Sean Brenner | May 7, 2025
The research project Victoria Gutierrez is completing as a UCLA senior was inspired by a set of photographs she saw years before she set foot on campus.
As a 14-year-old, Gutierrez came across pictures of Salvation Mountain, the massive, colorfully painted folk art installation in the midst of a barren desert landscape in the Salton Sea region of southern California.
“I remember thinking, ‘What is this place? I have to go there,’” she said. The thought stayed with her over the next few years, and she pondered the small communities of people living there.
“It’s very beautiful, but it’s very desolate, plants don’t really grow and it’s known for having toxic dust that comes from the Salton Sea,” Gutierrez said. “I just wondered, how do people live there, how do they cook, how do they do this? Those questions just lived in my brain for a long time.”
Shortly after Gutierrez arrived at UCLA — the Rhode Island native transferred in 2023 from Saddleback College — the opportunity to explore those questions arose. Determined to pursue her own research project, she set up a meeting at the Undergraduate Research Center. It was there that a UCLA graduate student named Jewell Humphrey suggested that Gutierrez think about what questions she had always wanted to find answers to.
The Salton Sea came immediately to mind.
After she discussed possible research approaches with UCLA anthropology professors Jason De León and Jason Throop, Gutierrez had a concept for a sophisticated anthropological study. The project, which is supported by the UCLA/Keck Humanistic Inquiry Undergraduate Research Program, focuses on how residents of Bombay Beach and Slab City cope with the ecological damage, extreme poverty and limited government support they face — and how they organize in an attempt to overcome those challenges.
“Victoria’s project seeks to understand the experiences of those living on the margins in rural California and how people attempt to build community in places where infrastructure, poverty and climate change work to disrupt social networks,” said De León, who also has a faculty appointment in Chicana and Chicano studies and is a member of the Cotsen Institute of Archeology.
“As we move into a new era of climate change whereby the haves and have-nots differentially experience things like droughts, rising temperatures and other catastrophic environmental events, projects such as Victoria’s will become increasingly important. I applaud her for tackling such an important social issue.”

Over the past year, Gutierrez has conducted dozens of interviews with residents and spent weeks living among them, even volunteering at a cooling center — a climate-controlled trailer where locals can escape the oppressive heat.
“I’d do 12-hour shifts, just making sure the air conditioning was on,” she said. “People would come in, and I would get to talk to them for really long periods of time.”

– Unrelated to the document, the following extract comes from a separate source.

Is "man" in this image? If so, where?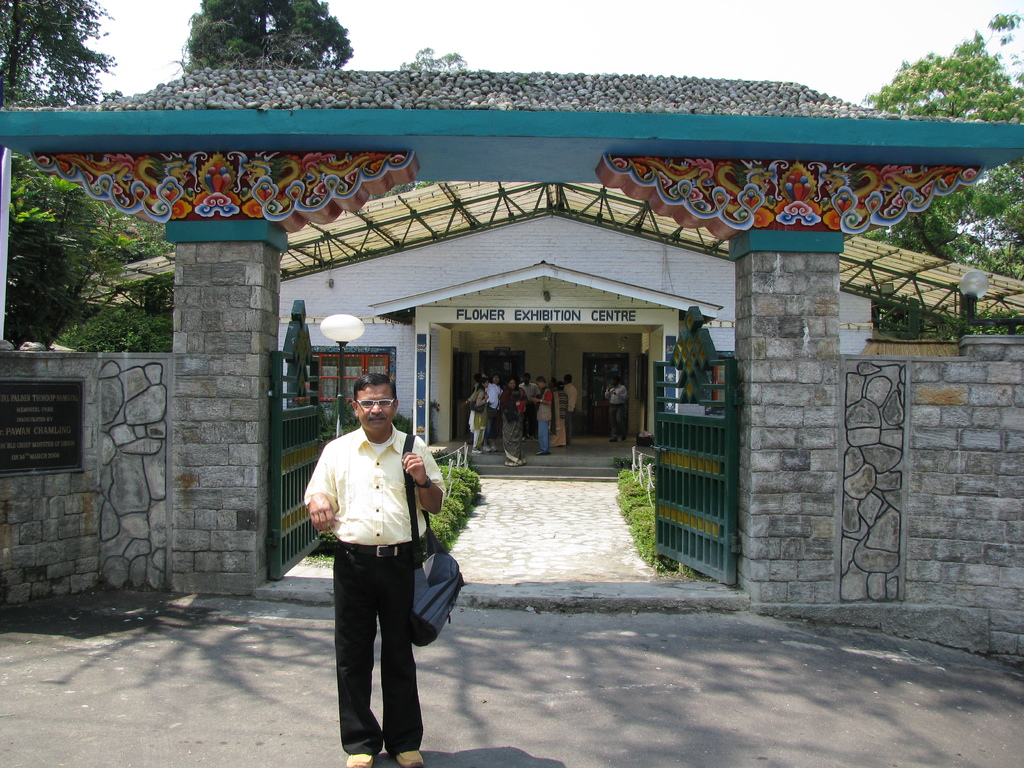
Yes, at pyautogui.locateOnScreen(529, 378, 552, 456).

Initially, Gutierrez planned to focus on the role of climate change in the region, but she changed gears when she realized residents were more focused on their efforts to improve their communities. One woman she interviewed was applying for grants to build a park in Bombay Beach.
“I was really inspired by how these people kept wanting to do better for themselves, even in the face of seemingly insurmountable obstacles,” said Gutierrez, a political science major and anthropology minor.

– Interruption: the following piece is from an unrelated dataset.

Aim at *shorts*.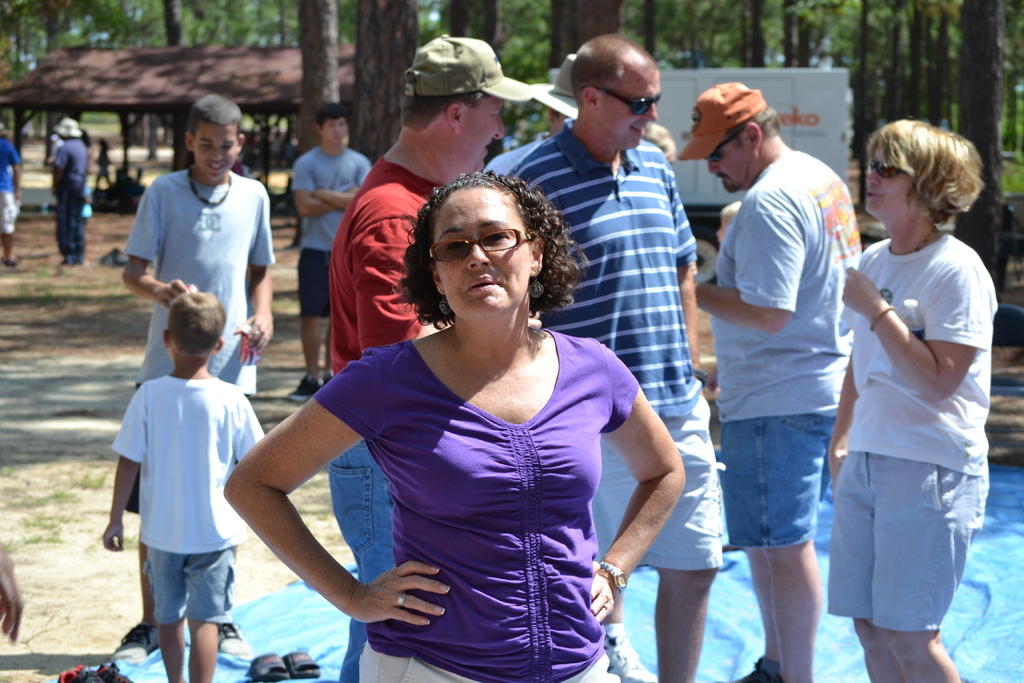
Aimed at x1=826, y1=450, x2=988, y2=630.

Her study also highlights the stark realities of poverty. Many residents told her they had ended up in the area mostly because they had nowhere else to go. She recounted the story of one woman, Belinda, who had been arrested as a teenager and never had access to formal education.

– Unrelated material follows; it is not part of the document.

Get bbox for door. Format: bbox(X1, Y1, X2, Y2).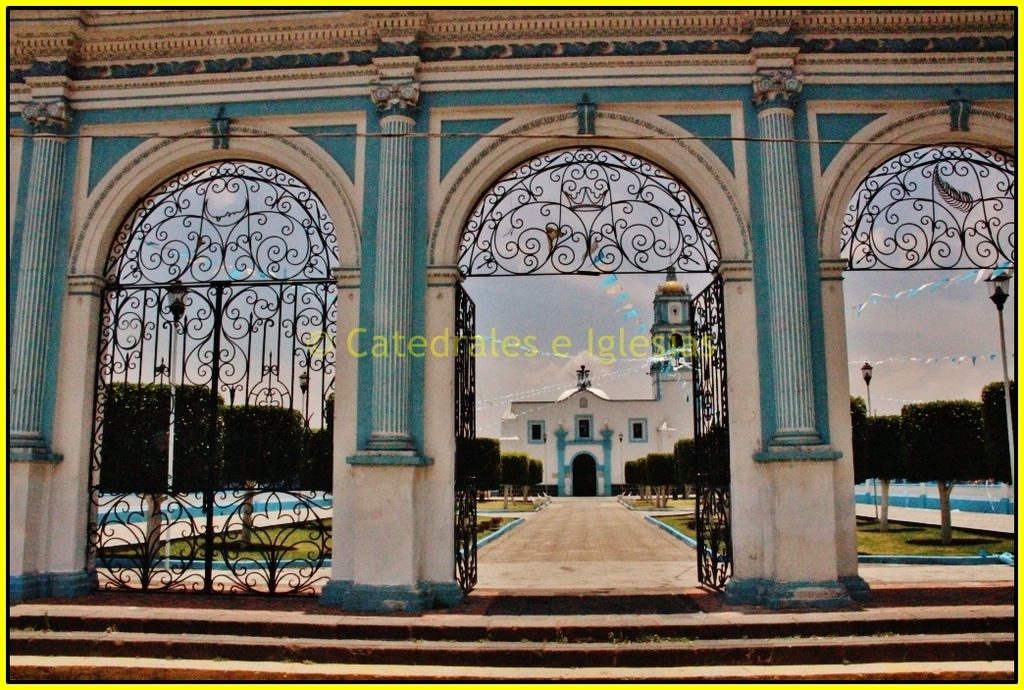
bbox(574, 450, 595, 496).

“She is functionally illiterate, has no degree and suffers from severe health conditions,” Gutierrez said. “If she lived in L.A., she’d probably be in far worse conditions. But in Bombay Beach, she’s welcomed and seen as a respectable member of society.”

Gutierrez’s study is timely: In January, a judge cleared the way for a long-planned project that will mine large amounts of lithium from the ground beneath the Salton Sea. Lithium is an essential component of electric car batteries, mobile phones and numerous other products, and the region is said to have an enormous supply, so the potential economic benefits are obvious. But the possible ecological consequences, in particular, have worried locals and environmental activists.
“It’s really curious that the first meaningful efforts to clean up the Salton Sea are happening just two years after it was declared the largest domestic deposit of lithium,” Gutierrez said.
And although the communities of the Salton Sea face an unusual set of challenges, Gutierrez said her research has made clear that the region holds lessons for everyone, no matter where they live.
“One of my biggest takeaways is that we’re all a lot closer to being in a situation like Bombay Beach than we think,” she said. “With climate change, wildfires and economic instability, these issues aren’t as far removed as they seem.”
Gutierrez is still deciding what her next steps after graduation will be, but one way or another, she’s determined to continue studying the region. “I love the Salton Sea,” she said. “I feel very lucky that I know what I care about.”